Be Who You Needed

Last Saturday night at 10:30 p.m., our usually quiet Northern Virginia neighborhood was uncharacteristically abuzz with a graduation party down the street — one of many celebrations at the end of the school year.

Saint Peter’s is joining that celebration with a gathering of our own. This Sunday evening, we will come together for a special catered dinner and prayer to honor our graduating seniors — Cara Brown, Hayden Chipman, Charlotte Gwyn, Harper Johnson, Ginger Lewis, Charlotte Lynch, Jasper Misch, Jack Moore, Brendan O’Reilly, Landon Phelps, Nick Schreiner, Sarah Torchinsky, Thomas Totten.

The entire parish, especially those who watched these seniors grow up here, is invited! (Please RSVP)

The school year is ending. Backpacks are emptying. Kids are going on more field trips. Something in me— even now, long past my own graduation days — recalls the tenderness of the closing of a season of life.

Endings arrive with a mixture of relief and grief, pride and nostalgia. We want to hold on even as we let go. We yearn to mark the moment and make it holy. That’s what we do at Saint Peter’s.

This Sunday, we gather for Youth Sunday — one of my favorite services each year — led by children of all ages. Ginger Lewis, one of our own graduating seniors, will preach. I cannot wait to hear what God has to say through her voice. Then on Sunday evening, we will gather with reflections and prayers to let these seniors know: we have watched you grow, and we are not letting you walk into what's next without a blessing.

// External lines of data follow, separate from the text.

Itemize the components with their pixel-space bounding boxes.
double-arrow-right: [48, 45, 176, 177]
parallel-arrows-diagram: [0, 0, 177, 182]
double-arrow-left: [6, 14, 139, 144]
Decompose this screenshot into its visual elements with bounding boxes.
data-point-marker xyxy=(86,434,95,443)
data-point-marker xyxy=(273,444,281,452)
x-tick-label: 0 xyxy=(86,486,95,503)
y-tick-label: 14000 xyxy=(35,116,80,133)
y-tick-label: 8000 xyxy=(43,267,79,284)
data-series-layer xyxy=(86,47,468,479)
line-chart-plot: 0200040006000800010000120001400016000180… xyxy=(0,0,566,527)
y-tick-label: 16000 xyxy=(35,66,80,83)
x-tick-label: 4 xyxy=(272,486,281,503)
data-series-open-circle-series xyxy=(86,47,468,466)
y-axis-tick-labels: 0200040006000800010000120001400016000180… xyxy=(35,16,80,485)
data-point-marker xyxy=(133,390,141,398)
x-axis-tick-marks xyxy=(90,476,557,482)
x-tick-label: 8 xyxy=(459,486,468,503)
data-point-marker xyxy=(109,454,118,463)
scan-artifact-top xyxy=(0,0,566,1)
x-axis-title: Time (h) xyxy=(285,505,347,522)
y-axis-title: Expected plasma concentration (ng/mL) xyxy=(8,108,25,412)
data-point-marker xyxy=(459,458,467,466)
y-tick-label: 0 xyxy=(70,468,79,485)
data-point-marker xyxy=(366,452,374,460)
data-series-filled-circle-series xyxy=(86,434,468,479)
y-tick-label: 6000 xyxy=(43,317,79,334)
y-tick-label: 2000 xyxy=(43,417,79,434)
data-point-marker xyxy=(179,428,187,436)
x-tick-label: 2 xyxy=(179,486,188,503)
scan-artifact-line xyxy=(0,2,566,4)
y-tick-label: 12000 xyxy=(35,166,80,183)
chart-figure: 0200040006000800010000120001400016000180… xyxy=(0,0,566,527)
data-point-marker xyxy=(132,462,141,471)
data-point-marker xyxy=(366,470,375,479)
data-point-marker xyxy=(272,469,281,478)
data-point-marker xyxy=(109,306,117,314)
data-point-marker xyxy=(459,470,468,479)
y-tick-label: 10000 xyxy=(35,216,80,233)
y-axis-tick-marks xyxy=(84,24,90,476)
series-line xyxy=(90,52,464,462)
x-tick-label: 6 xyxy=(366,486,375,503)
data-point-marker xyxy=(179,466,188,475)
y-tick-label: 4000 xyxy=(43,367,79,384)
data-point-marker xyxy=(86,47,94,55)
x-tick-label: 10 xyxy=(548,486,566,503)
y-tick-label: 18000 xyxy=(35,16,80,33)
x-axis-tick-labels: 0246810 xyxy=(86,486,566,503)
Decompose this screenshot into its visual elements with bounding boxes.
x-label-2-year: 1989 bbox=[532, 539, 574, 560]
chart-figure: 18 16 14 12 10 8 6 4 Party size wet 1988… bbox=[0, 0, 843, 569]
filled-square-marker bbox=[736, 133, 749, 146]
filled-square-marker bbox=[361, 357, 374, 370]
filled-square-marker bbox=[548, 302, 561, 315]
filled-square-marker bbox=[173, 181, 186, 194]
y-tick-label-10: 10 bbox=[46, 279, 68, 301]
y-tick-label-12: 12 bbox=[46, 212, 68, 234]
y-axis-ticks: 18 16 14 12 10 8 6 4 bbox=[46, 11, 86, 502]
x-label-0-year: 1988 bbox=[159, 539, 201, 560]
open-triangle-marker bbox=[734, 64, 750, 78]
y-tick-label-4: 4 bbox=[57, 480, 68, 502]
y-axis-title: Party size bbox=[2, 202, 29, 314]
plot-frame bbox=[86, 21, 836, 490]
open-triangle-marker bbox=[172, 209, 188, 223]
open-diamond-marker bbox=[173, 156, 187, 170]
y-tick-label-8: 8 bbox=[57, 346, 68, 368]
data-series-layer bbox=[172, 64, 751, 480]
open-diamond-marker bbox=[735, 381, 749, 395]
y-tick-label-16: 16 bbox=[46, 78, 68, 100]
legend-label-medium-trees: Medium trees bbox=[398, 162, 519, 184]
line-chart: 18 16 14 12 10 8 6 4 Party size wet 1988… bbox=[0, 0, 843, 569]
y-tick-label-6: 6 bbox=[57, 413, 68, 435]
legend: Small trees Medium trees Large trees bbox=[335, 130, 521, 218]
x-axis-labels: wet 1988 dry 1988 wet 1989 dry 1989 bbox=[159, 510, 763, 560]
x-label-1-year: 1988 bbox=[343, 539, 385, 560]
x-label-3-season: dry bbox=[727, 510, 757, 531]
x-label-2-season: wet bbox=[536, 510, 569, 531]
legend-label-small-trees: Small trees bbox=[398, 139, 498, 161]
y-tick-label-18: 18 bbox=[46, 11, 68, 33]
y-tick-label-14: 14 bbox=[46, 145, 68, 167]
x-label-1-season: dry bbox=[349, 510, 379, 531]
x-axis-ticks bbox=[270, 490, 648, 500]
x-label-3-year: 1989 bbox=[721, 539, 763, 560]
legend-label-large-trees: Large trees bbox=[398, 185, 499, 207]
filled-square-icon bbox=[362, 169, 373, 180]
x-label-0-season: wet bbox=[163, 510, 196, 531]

This past Sunday, Cory Michael shared this quote that hangs on his office wall — Be who you needed when you were younger. It doesn't just ask us to consider who we needed when we were  young. It invites us to consider who we need to be for rising generations. 

Every one of us is formed in community. We needed people who walked with us — an advocate, a cheerleader, a firm and compassionate hand. And now it is our turn to offer that to others. Cory Michael reminded us that you received the shape of Christian witness you embody today, from from a long line of faithful people stretching all the way back to the Great Commission (Matthew 28:16-20).

That is exactly what we are celebrating this weekend. Our graduating seniors did not grow in isolation. They grew up here — in this community, around our altar, in Sunday school classrooms and youth group gatherings, bagging apples and onions for AFAC, going on mission trips, and on ordinary Sunday mornings where adults showed up and said, I see you, and I care about you. 

Now they carry that forward. They become, in turn, who someone else will need.

I wonder: who was that person for you? Who taught you to follow Jesus — not by coercion or lecture, but simply by walking alongside you? And who is watching you now, learning from how you love?

Enjoy the week. And see you Saturday or Sunday for worship!